Huge thanks to Fritha Linqvist, Usborne Books and Ann-Marie Howell herself in the preparation of this blog.

Friday, February 7, 2020

A FEW I'VE READ

I'm so pleased to welcome you to my blog, 'A Few to Read'.

Every time I read, I want to talk about it. I've been meaning to set up a blog for ages, so that I can put in words what I think and feel about my reading.

Much of the time, it will be a way for me to find some sort of shape for those thoughts, and if at times those thoughts are shapeless or rambling, then I apologise. But reading is a mysterious and strange and wonderful thing, and I quite like the fact that my thoughts - maybe yours too - are disconnected or not always anchored in plain sense.

As one_to_read on Twitter and as a primary school teacher in 'real life', I love sharing and remembering the books that can become somewhat eclipsed by the torrent of extraordinarily good children's literature being published at the moment. Books particularly loved as a child, for many of us, hold special significance, but for me I think that children's literature of the 70s, 80s and 90s was doing something very interesting, too. It's these sorts of books that will crop up lot in my blog.

New books that come out will appear too - they're too good to miss discussing and occasionally establish or hint at dialogues with those earlier books.

I hope you enjoy the blog and amongst all the books discussed, find 'A Few to Read' yourself.

Ben




Thursday, February 6, 2020

The 'Orion Lost' Baker's Dozen

Book cover: Orion Lost
Orion Lost by Alastair Chisholm has to be one of the most fast - paced and vivid SF novels for children that I have ever read. I've just finished reading it to my class of Year 6 and it was, without a doubt, hugely popular with them too. 

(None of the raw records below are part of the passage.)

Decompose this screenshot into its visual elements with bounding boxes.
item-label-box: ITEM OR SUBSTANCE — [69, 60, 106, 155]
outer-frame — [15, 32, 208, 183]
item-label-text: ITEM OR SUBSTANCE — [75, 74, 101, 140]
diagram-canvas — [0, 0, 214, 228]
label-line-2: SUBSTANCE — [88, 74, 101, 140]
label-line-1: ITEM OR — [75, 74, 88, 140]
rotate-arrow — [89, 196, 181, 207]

I've written a set of 'Reading Group'-style questions here. [SPOILER alert: don't read them if you haven't read the book yet!]. I hope they will prove useful to promote the great discussion and thinking that this book completely deserves. 

Just start by saying 'Tell me...'

The Questions 

1.  You are master of your own ship.

Beth remembers these words over and over again in the story. Why is the phrase so important to Beth and to the story as a whole?  

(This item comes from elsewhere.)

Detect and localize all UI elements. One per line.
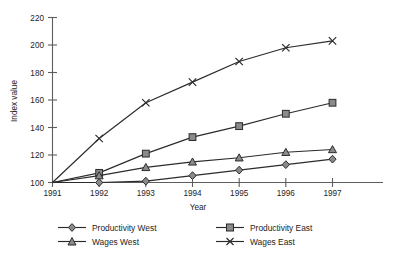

2.  Who are the 'goodies' and who are the 'baddies' in Orion Lost?Did any of the characters seem to change in the story? Which ones? How did they change? 

Ship
Beth
Vihaan
Arnold
Lauryn (Limit)
Lucille
Mikkel
Captain Kier
Captain Murdoch

3.  Is what happens to Kier an appropriate outcome after his crimes? What do you think happens to him next? 

4.  Think about the Videshi: how did you feel about the Videshi at the start of the book? What about at the end? When did your feelings change in the course of the story, if at all?

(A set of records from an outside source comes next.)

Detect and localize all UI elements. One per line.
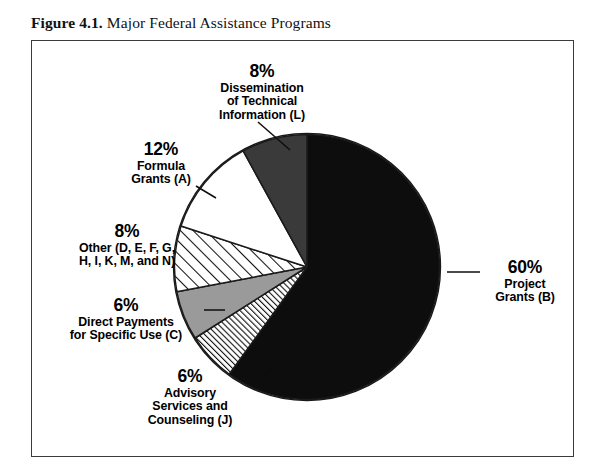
callout-advisory-services-line3: Counseling (J) xyxy=(104,414,276,428)
callout-advisory-services-line2: Services and xyxy=(104,400,276,414)
callout-advisory-services-percent: 6% xyxy=(104,367,276,387)
callout-dissemination-line3: Information (L) xyxy=(172,109,352,123)
callout-dissemination: 8% Dissemination of Technical Informatio… xyxy=(172,62,352,123)
callout-advisory-services-line1: Advisory xyxy=(104,387,276,401)
callout-project-grants-line1: Project xyxy=(470,278,580,292)
callout-dissemination-line1: Dissemination xyxy=(172,82,352,96)
callout-formula-grants: 12% Formula Grants (A) xyxy=(102,140,220,187)
callout-formula-grants-percent: 12% xyxy=(102,140,220,160)
callout-dissemination-line2: of Technical xyxy=(172,95,352,109)
callout-direct-payments: 6% Direct Payments for Specific Use (C) xyxy=(38,296,214,343)
callout-dissemination-percent: 8% xyxy=(172,62,352,82)
callout-other-line2: H, I, K, M, and N) xyxy=(42,255,212,269)
callout-other-percent: 8% xyxy=(42,222,212,242)
callout-advisory-services: 6% Advisory Services and Counseling (J) xyxy=(104,367,276,428)
callout-other: 8% Other (D, E, F, G, H, I, K, M, and N) xyxy=(42,222,212,269)
callout-project-grants-line2: Grants (B) xyxy=(470,291,580,305)
callout-formula-grants-line2: Grants (A) xyxy=(102,173,220,187)
callout-direct-payments-percent: 6% xyxy=(38,296,214,316)
callout-project-grants-percent: 60% xyxy=(470,258,580,278)
callout-direct-payments-line1: Direct Payments xyxy=(38,316,214,330)
callout-other-line1: Other (D, E, F, G, xyxy=(42,242,212,256)
callout-project-grants: 60% Project Grants (B) xyxy=(470,258,580,305)
callout-formula-grants-line1: Formula xyxy=(102,160,220,174)
callout-direct-payments-line2: for Specific Use (C) xyxy=(38,329,214,343)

5. Many chapters end with an exciting cliffhanger. Which was your favourite one and why? 

6. The five children each bring their own strengths together to triumph over Kier and Murdoch. What is each child's crucial skill? Was any skill not needed? 

7. How would the book have been different had Captain Joshi and Lieutenant McKay not been in Sleep after the Event? How does having children in charge of the ship change the feel of the story?

8.  Ship doesn't really 'think'; it 'follows protocols'. How does following the rules without thinking protect the crew? How does following the rules without thinking also cause trouble in the book? 

9.  What lasting friendships do you think emerge after the children's adventures? Do you think Beth and Vihaan become friends or is their relationship - although positive in the end -  different in some way to friendship?

10.  What other books, films, music or games do you know which remind you of Orion Lost? What connections did you make?

11. Look at the fantastic front cover by Dan Mumford. Which are the children in the picture do you think? Why did the artist choose these children to draw? Where are they? What are they looking at? What would you draw if you could design a cover for the book?

12. Go back to the Prologue and read it through again. How does it prepare us for the story? What clues does it have with what happens later in the book? 

The 'Baker's Dozen'th question (and most important one of all!): 

13. What questions do you have, now the book is finished? Find a friend who has read the book too and talk about it with them.